Badabon Sangho is a GenderCC member from Bangladesh. It is a women-led feminist organization  with a  group-based structure. Badabon Sangho started with a feminist approach in engaging women who face the worst forms of sufferings and discrimination regarding land and water-bodies ownership, race, natural disaster and are even expelled from their own lands but forced to remain silent. They have shared that in order to plan the climate justice programme, Badabon Sangho´s groups organised a workshop on 17-18 Sept 2021 at Catholic Bishop Conference of Bangladesh (CBCB) centre. It was a two-days long workshop where participants debated, consulted, and planned the future strategies. Most importantly, it was discussed how needs and constraints of groups members in climate change conditions can be addressed, what  the rights violation issues in the working areas are,  what kinds of field implementation tools there are. Governance structures were deeply discussed, consulted, and finally the groups came up with points. 

Particularly the workshop discussed on the land and river grabbing/ownership conflicts and how it is affecting the members´ livelihoods as well.

UN House Scotland

UN House Scotland, a volunteer-run, women-led civil society organization based in Edinburgh, invites you to listen to and participate in our Climate & Gender podcast series, Connecting Women's Voices on Climate Justice. We are bringing together women climate activists to dialogue on shared strategies and common goals for climate action and have so far covered topics including food security and women in farming, the Sustainable Development Goals, child marriage and climate change, and women in WASH careers. Please get in touch with us at climate.justice(at)unhscotland.org.uk and listen in at unhscotland.org.uk/podcasts

News on Gender and Climate Change

Why is a gender equitable world also more climate friendly?

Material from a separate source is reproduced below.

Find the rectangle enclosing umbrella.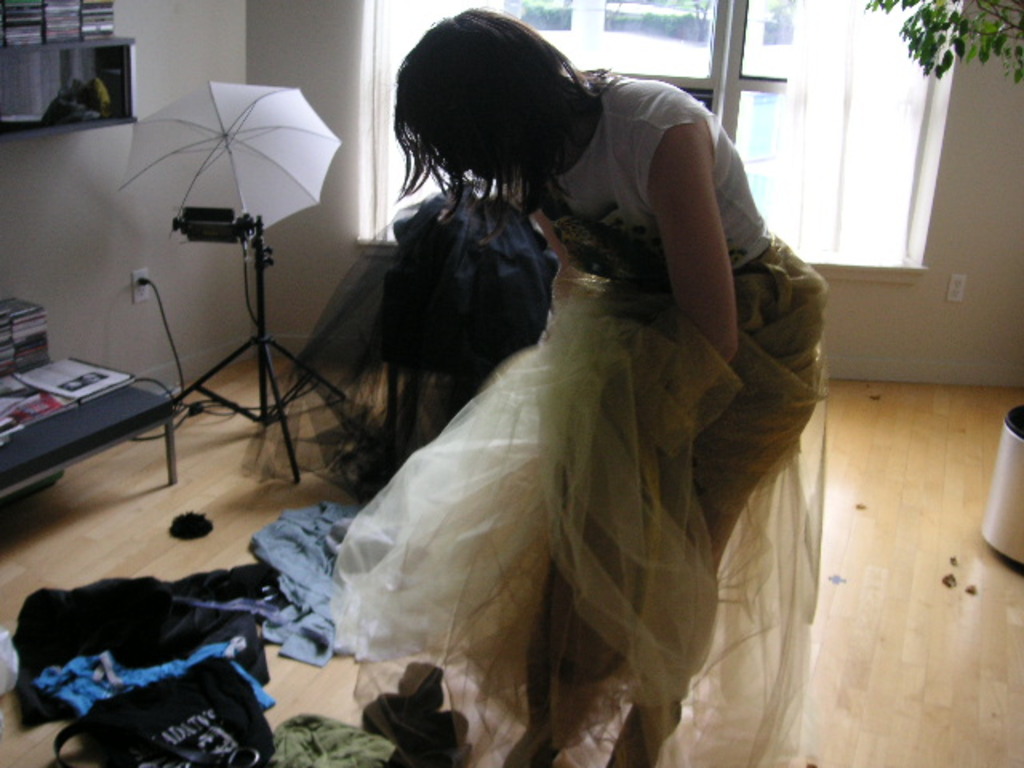
<bbox>122, 77, 341, 235</bbox>.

A contribution from Sarah Louis Montgomery, the GenderCC employee, on the topic of how and why gender-equitable world is also climate friendly. She posits that the climate crisis affects us all. But we do not all contribute equally to it and we are not all equally affected by its impacts. For now, it is only available in German. Read the german version here

Who is who at GenderCC

Our new colleague

Farina Hoffmann is a new addition to the GenderCC team and has already started supporting the "Not Without Us!" project working towards COP26 in Glasgow. From November onwards Farina will also be part of the "Gender Into Urban Climate Change Initiative" project. Her political interests and hobbies include: climate justice, postcolonialism, online security and privacy/digital colonialism, queerfeminism and intersectionality. She obtained her graduate studies in Environmental Sciences at the University of Bayreuth in Germany and has worked at an environmental NGO (GRÜNE LIGA e.V.) on resource issues before. 

Publications

The link between climate change and sexual and reproductive health and rights

We know that a gender-equal world would be wealthier, healthier, more peaceful, and more productive. We also know that to realize that vision and reap the benefits of a gender-equal world, we need to identify and address how interconnected climate change issues and the health and rights of girls and women are. Gender equality, sexual and reproductive health and rights (SRHR), and climate change issues are inextricably linked. Read more

COVID-19 and the African energy sector: Energy insight

As elsewhere in the world, COVID-19 continues to ravage Africa, causing thousands of deaths and an unprecedented health crisis that is damaging to every aspect of the social and economic lives of millions of people. The energy sector is among the hardest hit, with far-reaching consequences for access to electricity for millions of Africans. Drawing on key COVID-19-related energy tracker reports and recent studies, this Insight Paper argues for stimulus packages that enhance universal access to sustainable electricity. Policy responses always need to be context - based, as different African countries and regions face different challenges and opportunities. Read more

Calendar of Events

•    Climate Change Conference of the Parties (COP26) Glasgow - 31 October – 12 November 2021.